How about if we turn our house into sort of a living Advent calendar this year? Add just one little thing every day, rather than taking an entire afternoon to decorate the whole place at once? How about if we let Christmas creep into the periphery of our vision, rather than come bursting upon the scene, so that one day we turn around and realize that it has come, more or less on its own? After all, Advent is a wait for a baby, and that's the way they come: you don't go overnight from having a flat stomach to having one whose navel has disappeared and beyond which you can no longer see your own two feet. All that happens a little at a time. And you also don't wait until the baby's born to think about things like little undershirts and nighties and diapers. You lay in a supply beforehand. So much for the Advent Police, who are out in force at this time of year, making sure nobody sings a Christmas carol before the great day arrives. Yes, the church year is important, but please. Everything in moderation.
I've already begun, actually, by plopping a bunch of hemlock prunings into the wooden plant stand on the porch. Next up: some fuzzy cattail like heads of ornamental grass, mixed with more hemlock prunings, one swag for each of the double doors. Nice? Very. And absolutely free.
Let a wreath appear in each window, one a day all next week. And let the ropes of pine ropes twine around the porch pillars by themselves for a few days before the lights go up, so we can long for the show a bit before it all comes together.
And the tree: a little volunteer yew, out of place among the portulaca and in danger of shading both the lilac tree and the andromeda if it is allowed to remain where it is. It's a little on the skimpy side, and seriously lacks symmetry. But Q and I both grow daily less and less symmetrical ourselves, so what's to prevent our bringing it in and commissioning it as a free Christmas tree? It's too short to stand on the floor, but we can put it on the table in the bay window. And it will be, once again, absolutely free.
And Q? He is happy with whatever comes along. I'm not sure I've ever known anyone as indifferent to newness as he: from the ruined elbows of his favorite sweaters to the backs of the countless ruined envelopes upon which he scribbles inscrutable notes to himself, he is a lad of the Great Depression if ever there was one.
You will have noticed a subtext to all this, which can be summarized in the words "absolutely free." I want to save energy and money this year, more than ever. I want things to be useful and re-useful, and then to be re-useful again until they've gone home to Jesus. I want it all to feel the way it felt when I was a girl, when there wasn't all that much to buy or to want. It has been a long time since I needed anything I didn't have, and that makes me a worldwide rarity. I want our Christmas to reflect our intense gratitude for that fact, ours by accident of birth alone. Because it is always those who know very well just how blessed they are who are the greatest blessing to others.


◆ WHAT YOU WILL DO: Omit every picture and output the rest of the records exactly as they are.

** Opening AVAILABLE DATA block **

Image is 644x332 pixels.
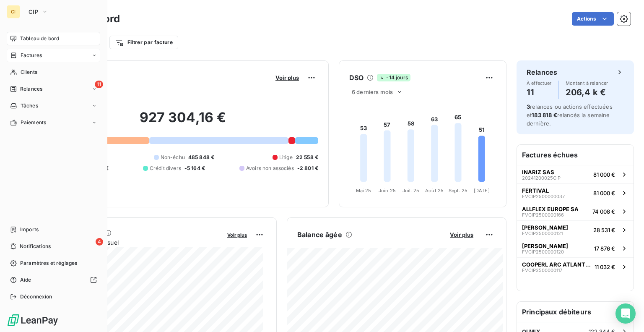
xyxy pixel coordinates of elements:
[517,165,634,184] button: INARIZ SAS20241200025CIP81 000 €
[522,176,561,180] span: 20241200025CIP
[296,154,318,161] span: 22 558 €
[7,314,59,327] img: Logo LeanPay
[377,74,410,81] span: -14 jours
[522,243,568,249] span: [PERSON_NAME]
[565,81,608,86] span: Montant à relancer
[227,232,247,238] span: Voir plus
[593,227,615,234] span: 28 531 €
[110,36,178,49] button: Filtrer par facture
[527,86,552,99] h4: 11
[532,112,557,118] span: 183 818 €
[565,86,608,99] h4: 206,4 k €
[517,145,634,165] h6: Factures échues
[20,276,32,284] span: Aide
[522,249,564,254] span: FVCIP2500000120
[48,109,318,134] h2: 927 304,16 €
[522,224,568,231] span: [PERSON_NAME]
[449,187,468,194] tspan: Sept. 25
[474,187,490,194] tspan: [DATE]
[273,74,302,81] button: Voir plus
[352,89,393,95] span: 6 derniers mois
[95,81,103,88] span: 11
[527,81,552,86] span: À effectuer
[20,35,59,42] span: Tableau de bord
[20,85,42,93] span: Relances
[522,212,564,218] span: FVCIP2500000166
[447,231,476,238] button: Voir plus
[522,268,562,273] span: FVCIP2500000117
[356,187,372,194] tspan: Mai 25
[517,257,634,276] button: COOPERL ARC ATLANTIQUEFVCIP250000011711 032 €
[616,303,636,324] div: Open Intercom Messenger
[20,243,51,250] span: Notifications
[592,208,615,215] span: 74 008 €
[527,103,612,127] span: relances ou actions effectuées et relancés la semaine dernière.
[279,154,293,161] span: Litige
[522,169,554,176] span: INARIZ SAS
[379,187,396,194] tspan: Juin 25
[21,52,42,59] span: Factures
[517,184,634,202] button: FERTIVALFVCIP250000003781 000 €
[21,68,37,76] span: Clients
[21,102,38,110] span: Tâches
[150,164,181,172] span: Crédit divers
[246,164,294,172] span: Avoirs non associés
[184,164,205,172] span: -5 164 €
[95,238,103,245] span: 4
[517,302,634,322] h6: Principaux débiteurs
[276,74,299,81] span: Voir plus
[522,206,579,212] span: ALLFLEX EUROPE SA
[527,103,530,110] span: 3
[522,231,563,236] span: FVCIP2500000121
[225,231,249,238] button: Voir plus
[403,187,419,194] tspan: Juil. 25
[517,239,634,257] button: [PERSON_NAME]FVCIP250000012017 876 €
[21,119,46,126] span: Paiements
[297,230,342,240] h6: Balance âgée
[20,226,39,234] span: Imports
[350,73,364,83] h6: DSO
[20,293,52,300] span: Déconnexion
[7,5,20,18] div: CI
[594,245,615,252] span: 17 876 €
[450,231,473,238] span: Voir plus
[48,238,222,247] span: Chiffre d'affaires mensuel
[522,187,549,194] span: FERTIVAL
[20,259,77,267] span: Paramètres et réglages
[188,154,214,161] span: 485 848 €
[527,67,557,77] h6: Relances
[593,171,615,178] span: 81 000 €
[595,264,615,270] span: 11 032 €
[297,164,318,172] span: -2 801 €
[425,187,444,194] tspan: Août 25
[7,273,100,287] a: Aide
[160,154,185,161] span: Non-échu
[522,194,565,199] span: FVCIP2500000037
[522,261,591,268] span: COOPERL ARC ATLANTIQUE
[517,220,634,239] button: [PERSON_NAME]FVCIP250000012128 531 €
[29,8,38,15] span: CIP
[572,12,614,25] button: Actions
[593,190,615,196] span: 81 000 €
[517,202,634,220] button: ALLFLEX EUROPE SAFVCIP250000016674 008 €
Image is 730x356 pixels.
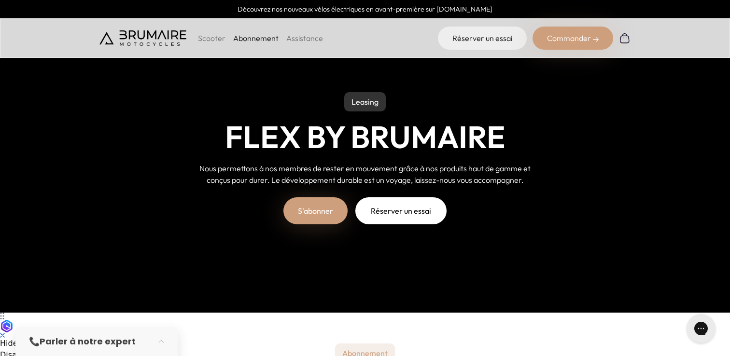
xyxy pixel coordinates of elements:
a: Assistance [286,33,323,43]
h1: Flex by Brumaire [225,119,505,155]
a: S'abonner [283,197,348,224]
a: Réserver un essai [438,27,527,50]
img: right-arrow-2.png [593,37,599,42]
span: Nous permettons à nos membres de rester en mouvement grâce à nos produits haut de gamme et conçus... [199,164,530,185]
img: Brumaire Motocycles [99,30,186,46]
p: Scooter [198,32,225,44]
img: Panier [619,32,630,44]
div: Commander [532,27,613,50]
iframe: Gorgias live chat messenger [682,311,720,347]
a: Abonnement [233,33,279,43]
a: Réserver un essai [355,197,446,224]
p: Leasing [344,92,386,111]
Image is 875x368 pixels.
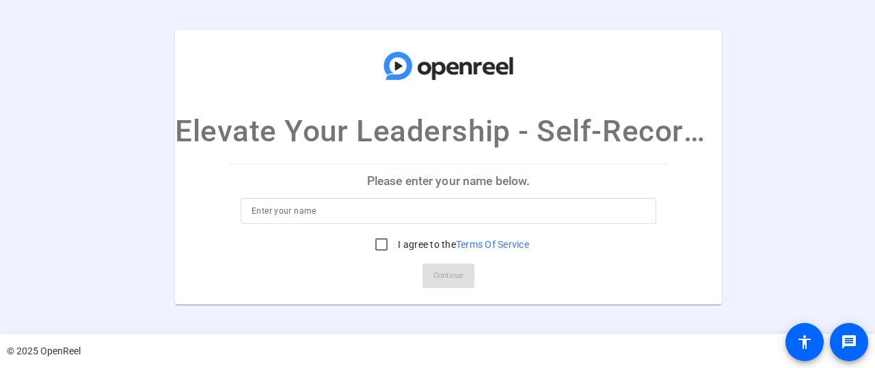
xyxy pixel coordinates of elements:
[230,165,667,197] p: Please enter your name below.
[395,238,529,251] label: I agree to the
[380,43,517,88] img: company-logo
[796,334,812,351] mat-icon: accessibility
[840,334,857,351] mat-icon: message
[7,344,81,359] div: © 2025 OpenReel
[456,239,529,250] a: Terms Of Service
[175,109,722,154] p: Elevate Your Leadership - Self-Record Session
[251,203,645,219] input: Enter your name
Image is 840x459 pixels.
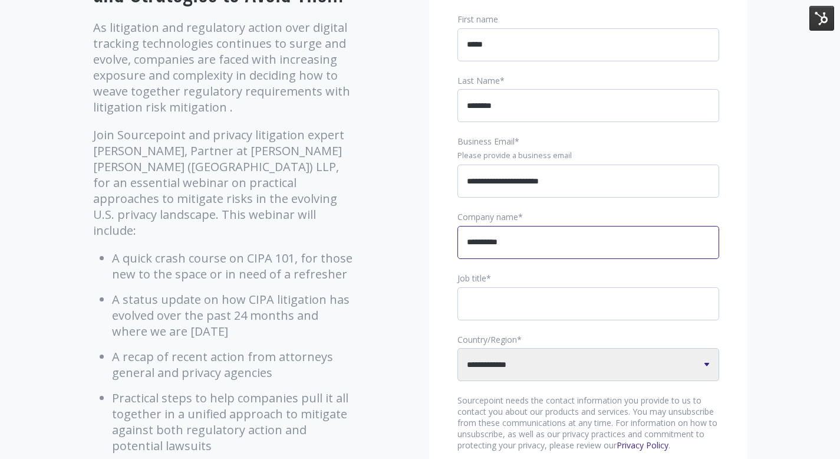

** Closing AVAILABLE DATA block **

◆ EXERCISE ANSWER:
Image is 644x332 pixels.
xyxy pixel coordinates of elements:
[517,165,634,184] button: INARIZ SAS20241200025CIP81 000 €
[522,176,561,180] span: 20241200025CIP
[296,154,318,161] span: 22 558 €
[7,314,59,327] img: Logo LeanPay
[377,74,410,81] span: -14 jours
[522,243,568,249] span: [PERSON_NAME]
[565,81,608,86] span: Montant à relancer
[227,232,247,238] span: Voir plus
[593,227,615,234] span: 28 531 €
[110,36,178,49] button: Filtrer par facture
[527,86,552,99] h4: 11
[532,112,557,118] span: 183 818 €
[565,86,608,99] h4: 206,4 k €
[517,145,634,165] h6: Factures échues
[20,276,32,284] span: Aide
[522,249,564,254] span: FVCIP2500000120
[48,109,318,134] h2: 927 304,16 €
[522,224,568,231] span: [PERSON_NAME]
[449,187,468,194] tspan: Sept. 25
[474,187,490,194] tspan: [DATE]
[273,74,302,81] button: Voir plus
[352,89,393,95] span: 6 derniers mois
[95,81,103,88] span: 11
[527,81,552,86] span: À effectuer
[20,35,59,42] span: Tableau de bord
[20,85,42,93] span: Relances
[522,212,564,218] span: FVCIP2500000166
[447,231,476,238] button: Voir plus
[522,268,562,273] span: FVCIP2500000117
[356,187,372,194] tspan: Mai 25
[517,257,634,276] button: COOPERL ARC ATLANTIQUEFVCIP250000011711 032 €
[616,303,636,324] div: Open Intercom Messenger
[20,243,51,250] span: Notifications
[592,208,615,215] span: 74 008 €
[527,103,612,127] span: relances ou actions effectuées et relancés la semaine dernière.
[279,154,293,161] span: Litige
[522,169,554,176] span: INARIZ SAS
[379,187,396,194] tspan: Juin 25
[21,52,42,59] span: Factures
[517,184,634,202] button: FERTIVALFVCIP250000003781 000 €
[21,68,37,76] span: Clients
[21,102,38,110] span: Tâches
[150,164,181,172] span: Crédit divers
[246,164,294,172] span: Avoirs non associés
[184,164,205,172] span: -5 164 €
[95,238,103,245] span: 4
[517,302,634,322] h6: Principaux débiteurs
[276,74,299,81] span: Voir plus
[522,206,579,212] span: ALLFLEX EUROPE SA
[527,103,530,110] span: 3
[522,231,563,236] span: FVCIP2500000121
[225,231,249,238] button: Voir plus
[403,187,419,194] tspan: Juil. 25
[517,239,634,257] button: [PERSON_NAME]FVCIP250000012017 876 €
[21,119,46,126] span: Paiements
[297,230,342,240] h6: Balance âgée
[20,226,39,234] span: Imports
[350,73,364,83] h6: DSO
[20,293,52,300] span: Déconnexion
[7,5,20,18] div: CI
[594,245,615,252] span: 17 876 €
[450,231,473,238] span: Voir plus
[48,238,222,247] span: Chiffre d'affaires mensuel
[522,187,549,194] span: FERTIVAL
[20,259,77,267] span: Paramètres et réglages
[188,154,214,161] span: 485 848 €
[527,67,557,77] h6: Relances
[593,171,615,178] span: 81 000 €
[595,264,615,270] span: 11 032 €
[297,164,318,172] span: -2 801 €
[425,187,444,194] tspan: Août 25
[7,273,100,287] a: Aide
[160,154,185,161] span: Non-échu
[522,194,565,199] span: FVCIP2500000037
[522,261,591,268] span: COOPERL ARC ATLANTIQUE
[517,220,634,239] button: [PERSON_NAME]FVCIP250000012128 531 €
[29,8,38,15] span: CIP
[572,12,614,25] button: Actions
[593,190,615,196] span: 81 000 €
[517,202,634,220] button: ALLFLEX EUROPE SAFVCIP250000016674 008 €
Image is 730x356 pixels.
xyxy pixel coordinates of elements:
a: Assistance [286,33,323,43]
h1: Flex by Brumaire [225,119,505,155]
a: S'abonner [283,197,348,224]
a: Réserver un essai [438,27,527,50]
img: right-arrow-2.png [593,37,599,42]
span: Nous permettons à nos membres de rester en mouvement grâce à nos produits haut de gamme et conçus... [199,164,530,185]
img: Brumaire Motocycles [99,30,186,46]
p: Scooter [198,32,225,44]
img: Panier [619,32,630,44]
div: Commander [532,27,613,50]
iframe: Gorgias live chat messenger [682,311,720,347]
a: Abonnement [233,33,279,43]
a: Réserver un essai [355,197,446,224]
p: Leasing [344,92,386,111]
Image is 875x368 pixels.
xyxy pixel coordinates of elements:
[230,165,667,197] p: Please enter your name below.
[395,238,529,251] label: I agree to the
[380,43,517,88] img: company-logo
[796,334,812,351] mat-icon: accessibility
[840,334,857,351] mat-icon: message
[7,344,81,359] div: © 2025 OpenReel
[456,239,529,250] a: Terms Of Service
[175,109,722,154] p: Elevate Your Leadership - Self-Record Session
[251,203,645,219] input: Enter your name
Image is 840x459 pixels.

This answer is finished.